Periodic Reporting for period 4 - MecMy (Mechanisms of Myelination – Elucidating the Diversity of Oligodendroglial Precursors and their Local Axon-Glia Interactions)
Período documentado: 2021-08-01 hasta 2022-08-31
Most connections between nerve cells (axons) are eventually surrounded with myelin, an insulating structure produced by specialized glia called oligodendrocytes. This cellular interaction enables fast signal transmission, ensures long-term axon survival, and is involved in regulating learning and memory formation.
The formation of new myelin during lifelong development and after myelin damage requires differentiation of oligodendrocyte precursors. Although these cells are an abundant population in our brains lifelong, myelin repair is often inefficient and eventually fails. It is known that oligodendroglial precursors have diverse properties, but whether this diversity is at any level a regulatory factor for normal myelination, or causal to failure of myelin repair is unclear.
In this action, we elucidate the diversity of oligodendrocyte precursors by carrying out a clonal analysis of oligodendrocyte properties and fates in order to address if all oligodendrocyte are equally capable to contribute to myelin formation, and to investigate how these cells might differ.
To achieve these goals we use zebrafish, an ideally suited model organism for in vivo live cell imaging and genetic manipulation. We carry out a clonal analysis of oligodendrocyte precursor population dynamics during myelinated tract formation. We analyse the molecular signature of cells with different properties, profile their physiology and their cell fate responses to external manipulation.
This work will provide fundamentally new insights into the principles of the heterogeneity of oligodendroglial precursors and may help to device new strategies of how to employ these cells to form new myelin in development and disease.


■ Your task:
Restate each line below word for word, skipping every picture.

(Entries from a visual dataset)

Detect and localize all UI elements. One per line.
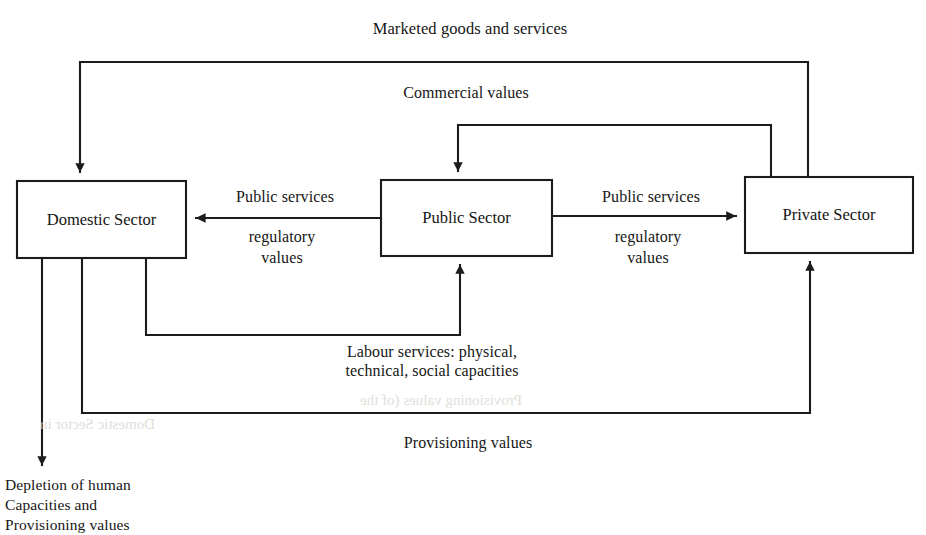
label-regulatory-values-right-line2: values [627, 249, 668, 268]
edge-labour-services [146, 258, 460, 335]
label-public-services-right: Public services [602, 188, 700, 207]
node-box-private [745, 177, 913, 253]
label-depletion-line1: Depletion of human [5, 476, 131, 494]
node-box-public [381, 180, 552, 256]
label-regulatory-values-left-line1: regulatory [249, 228, 316, 247]
label-regulatory-values-left-line2: values [261, 249, 302, 268]
label-commercial-values: Commercial values [403, 84, 529, 103]
sector-flow-diagram: Domestic Sector Public Sector Private Se… [0, 0, 926, 535]
flow-connector-canvas [0, 0, 926, 535]
label-marketed-goods-and-services: Marketed goods and services [373, 19, 568, 38]
label-labour-services-line1: Labour services: physical, [347, 343, 517, 362]
label-regulatory-values-right-line1: regulatory [615, 228, 682, 247]
label-depletion-line2: Capacities and [5, 496, 97, 514]
edge-marketed-goods-and-services [80, 62, 808, 177]
node-box-domestic [17, 181, 186, 258]
label-public-services-left: Public services [236, 188, 334, 207]
label-provisioning-values: Provisioning values [404, 434, 533, 453]
label-labour-services-line2: technical, social capacities [346, 362, 519, 381]
edge-commercial-values [458, 125, 771, 177]
label-depletion-line3: Provisioning values [5, 516, 130, 534]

■ Output below:
Detect and localize all UI elements. One per line.
label-regulatory-values-right-line2: values [627, 249, 668, 268]
edge-labour-services [146, 258, 460, 335]
label-public-services-right: Public services [602, 188, 700, 207]
node-box-private [745, 177, 913, 253]
label-depletion-line1: Depletion of human [5, 476, 131, 494]
node-box-public [381, 180, 552, 256]
label-regulatory-values-left-line1: regulatory [249, 228, 316, 247]
label-regulatory-values-left-line2: values [261, 249, 302, 268]
label-commercial-values: Commercial values [403, 84, 529, 103]
sector-flow-diagram: Domestic Sector Public Sector Private Se… [0, 0, 926, 535]
flow-connector-canvas [0, 0, 926, 535]
label-marketed-goods-and-services: Marketed goods and services [373, 19, 568, 38]
label-labour-services-line1: Labour services: physical, [347, 343, 517, 362]
label-regulatory-values-right-line1: regulatory [615, 228, 682, 247]
label-depletion-line2: Capacities and [5, 496, 97, 514]
edge-marketed-goods-and-services [80, 62, 808, 177]
node-box-domestic [17, 181, 186, 258]
label-public-services-left: Public services [236, 188, 334, 207]
label-provisioning-values: Provisioning values [404, 434, 533, 453]
label-labour-services-line2: technical, social capacities [346, 362, 519, 381]
edge-commercial-values [458, 125, 771, 177]
label-depletion-line3: Provisioning values [5, 516, 130, 534]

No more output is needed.